On the Cold Smoke snowmobile drag races weekend last month, one rider didn’t make it to the start line.
Dakota Woods, 19, was taking a warm-up run on the practise track beside the main drag strip. He squeezed the throttle-lever hard on his Rev 800. The sled responded just like the racers expect, but it got hung-up on a trench in the snow.
Nobody saw the accident happen, but Dakota and his sled were launched off the track, and judging by his injuries, Dakota hit a tree with a life-threatening impact.
He was immediately evacuated by air-ambulance plane to Vancouver where he remained in a coma for six days.
“I remember hitting a bad trench,” said Dakota. “I tried pulling myself out of it. I remember launching off, but I don’t remember anything after that.”
“I just remember waking up in Vancouver.”
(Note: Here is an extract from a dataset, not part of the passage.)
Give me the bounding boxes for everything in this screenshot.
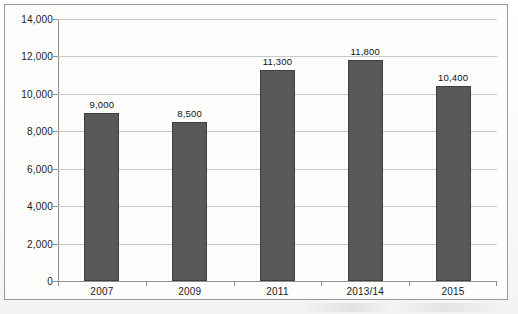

At Vancouver General Hospital he underwent surgery to repair a litany of physical damage.
Rob Woods, Dakota’s father, described the physical trauma.
“A fractured shoulder, four broken ribs, a fractured hip, surgery to pin fingers together in his hand, four fractured disks and one broken disk in his back, a punctured lung, and a lacerated spleen,” Rob said. “I don’t think I’m missing anything.”
The rods and screws in Dakota’s back will stay there for life, but he’ll return to Vancouver in a month to have hardware in his left hand removed. In June, he’ll go back to have his left shoulder re-examined.
“Once the muscle has started to heal in his shoulder, he’ll be tested for nerve damage,” Rob said.
“I’m feeling pretty good,” said Dakota. “I can walk around. I just can’t jump or run.”
This was Dakota’s first year of racing on the snow, although he had two years of pavement racing under his belt already.
“I’ll still race probably, just not for a couple of years till I’m healed up properly,” he said.
As for many in Burns Lake, racing and sledding are a big part of Dakota’s life. Rob used to race, and he’s able to maintain a philosophical attitude towards his son’s accident.
Rob said that it was tough, as a father, to see Dakota go through an experience like that. But he understands the risks involved.
“It’s something you accept when you get on a machine to race,” Rob said. “You’re going to crash.”
“You don’t expect it to be life-threatening,” Rob added. “But it all worked out pretty well.”
“He’s happy. He’s happy to be alive,” Rob said. “He’s stiff and sore and broken, but time will heal.”